I have a few gripes about the book, however these don't merit the subtraction of a star in the rating. First - this book is SO heavy. Obviously there was no way around this in publishing, because to put this many pages on good-quality paper the laws of physics are working against you. But I have literally suffered backache from bringing it around with me in my book bag, and have had to sorrowfully leave it at home at times because of this. Second, I wish it included a clear list of which major works are presented complete, for those of us who want to make sure to read the whole thing. My final beef is with the editorial introduction to The Wife of Bath's Prologue and Tale from the Canterbury Tales. Reading this rant about "antifeminist writings" was like stepping from the high halls of classic academia into the junior-college classroom of some washed-up 1970s holdover.
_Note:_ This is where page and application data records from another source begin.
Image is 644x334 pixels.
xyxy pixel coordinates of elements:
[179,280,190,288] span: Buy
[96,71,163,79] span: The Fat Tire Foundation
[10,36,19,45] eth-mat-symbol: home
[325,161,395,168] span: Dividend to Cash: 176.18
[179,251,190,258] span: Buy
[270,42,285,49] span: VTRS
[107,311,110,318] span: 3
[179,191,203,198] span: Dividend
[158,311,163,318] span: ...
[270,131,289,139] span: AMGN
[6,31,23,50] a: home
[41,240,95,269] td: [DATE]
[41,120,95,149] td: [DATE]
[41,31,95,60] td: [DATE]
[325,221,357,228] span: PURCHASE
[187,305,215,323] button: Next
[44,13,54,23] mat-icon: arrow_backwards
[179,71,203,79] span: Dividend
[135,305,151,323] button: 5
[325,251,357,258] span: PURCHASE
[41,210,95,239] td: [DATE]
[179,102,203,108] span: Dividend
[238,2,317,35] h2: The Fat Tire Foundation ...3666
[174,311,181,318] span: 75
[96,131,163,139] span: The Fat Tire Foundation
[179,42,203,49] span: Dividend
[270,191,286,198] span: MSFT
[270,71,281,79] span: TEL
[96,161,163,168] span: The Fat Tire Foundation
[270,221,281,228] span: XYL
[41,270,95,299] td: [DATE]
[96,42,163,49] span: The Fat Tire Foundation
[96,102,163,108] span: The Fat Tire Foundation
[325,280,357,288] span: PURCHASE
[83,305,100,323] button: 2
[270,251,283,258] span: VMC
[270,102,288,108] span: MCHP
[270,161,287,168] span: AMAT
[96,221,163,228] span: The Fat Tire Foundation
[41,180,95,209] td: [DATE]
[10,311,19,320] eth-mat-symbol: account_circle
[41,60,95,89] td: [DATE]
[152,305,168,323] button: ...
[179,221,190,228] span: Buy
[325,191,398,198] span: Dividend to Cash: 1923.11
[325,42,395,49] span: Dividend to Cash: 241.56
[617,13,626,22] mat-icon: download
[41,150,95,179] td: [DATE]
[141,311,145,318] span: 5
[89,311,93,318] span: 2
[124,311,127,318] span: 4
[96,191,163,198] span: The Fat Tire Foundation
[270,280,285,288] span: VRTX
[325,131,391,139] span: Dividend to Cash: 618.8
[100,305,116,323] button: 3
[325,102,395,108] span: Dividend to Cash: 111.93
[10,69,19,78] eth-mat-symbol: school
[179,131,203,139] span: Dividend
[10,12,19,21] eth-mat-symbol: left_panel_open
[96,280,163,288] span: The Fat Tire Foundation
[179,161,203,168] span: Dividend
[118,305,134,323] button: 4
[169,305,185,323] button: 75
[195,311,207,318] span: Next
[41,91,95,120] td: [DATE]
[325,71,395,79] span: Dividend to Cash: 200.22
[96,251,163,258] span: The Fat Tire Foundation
I HATE agenda in my education, and in my opinion, applying 20th century (yes, 20th) sentiments to 14th century literature is anachronistic and inappropriate. But such is the state of education these days, and here is your evidence in a volume that should have known better. However, that has been the only thing I have come upon that irritated me.
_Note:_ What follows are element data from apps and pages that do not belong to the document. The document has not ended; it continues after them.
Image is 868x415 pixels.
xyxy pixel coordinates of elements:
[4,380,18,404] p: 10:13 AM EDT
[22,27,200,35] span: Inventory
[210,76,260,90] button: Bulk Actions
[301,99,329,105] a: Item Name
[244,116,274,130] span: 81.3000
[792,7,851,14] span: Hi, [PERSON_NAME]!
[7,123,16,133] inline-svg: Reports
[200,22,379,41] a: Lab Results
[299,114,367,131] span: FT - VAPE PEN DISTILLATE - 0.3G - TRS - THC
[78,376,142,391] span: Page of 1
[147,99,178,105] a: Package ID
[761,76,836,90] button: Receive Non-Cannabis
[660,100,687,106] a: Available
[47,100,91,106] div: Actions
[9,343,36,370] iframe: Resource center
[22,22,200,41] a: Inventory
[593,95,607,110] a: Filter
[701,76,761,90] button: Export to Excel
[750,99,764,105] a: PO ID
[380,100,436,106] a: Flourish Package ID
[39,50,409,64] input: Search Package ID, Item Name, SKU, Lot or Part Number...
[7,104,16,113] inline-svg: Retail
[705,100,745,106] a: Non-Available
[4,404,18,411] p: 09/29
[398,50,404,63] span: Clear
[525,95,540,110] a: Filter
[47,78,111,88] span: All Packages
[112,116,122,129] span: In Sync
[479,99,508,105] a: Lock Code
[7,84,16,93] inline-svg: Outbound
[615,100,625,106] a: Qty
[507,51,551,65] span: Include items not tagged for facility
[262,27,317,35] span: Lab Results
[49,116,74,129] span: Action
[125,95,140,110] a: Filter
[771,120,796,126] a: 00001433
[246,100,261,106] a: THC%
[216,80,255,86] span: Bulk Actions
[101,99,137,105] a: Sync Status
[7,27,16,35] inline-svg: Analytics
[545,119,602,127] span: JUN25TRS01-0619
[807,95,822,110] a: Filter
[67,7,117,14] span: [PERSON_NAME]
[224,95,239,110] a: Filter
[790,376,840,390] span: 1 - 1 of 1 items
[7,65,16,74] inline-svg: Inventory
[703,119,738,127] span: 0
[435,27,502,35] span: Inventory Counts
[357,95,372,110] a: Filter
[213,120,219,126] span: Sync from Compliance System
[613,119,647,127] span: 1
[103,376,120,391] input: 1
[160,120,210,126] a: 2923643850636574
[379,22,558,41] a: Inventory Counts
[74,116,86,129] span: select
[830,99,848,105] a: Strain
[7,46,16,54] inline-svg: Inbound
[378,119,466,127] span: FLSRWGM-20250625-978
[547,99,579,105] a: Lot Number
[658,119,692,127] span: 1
Buying this book is a great way to get a bunch of classics all at once, and there is so much to it that you can enjoy a long read or a short read anytime you want, once you find a way to work around its mass. I look forward to the years of reading pleasure I'll get from my copy.

Excellent Learning Tool5
The Norton series of anthologies never fails to disappoint, and this is proof that they're not about to. A hefty book, it delivers on its' promise; from cover to cover it is full poems and prose from the Middle Ages clean through to the Eighteenth Century. On (nearly) every author there is a detailed biography, helpful to get inside the mind of the writer and understand where they're coming from. A nice feature is the inclusion of full-length texts. From shorter plays, as Marlowe's "Dr. Faustus" through two complete Shakespeare's (whether you believe he wrote them or not :) )and even all the books of Paradise Lost-- and that's just in one time period. Included in the middle are colour plates of a smattering of different items, and while not necessarily critical to the enjoyment or usefulness of the Anthology, it's certainly a nice touch -- a way to give the eyes a break after digesting a few hundred lines of poetry.

Overall, great, both for the student reading through it for a Humanities course to the Accomplished professional reading through on a quiet evening.

4 Stars 4
I would have given this anthology 5 stars were it not for one small problem. It is paperback and it is extremely large. This is quite literally enough material to have split up into two separate volumes. It is available hardbound and, had I been offered that option at checkout, I would have preferred it.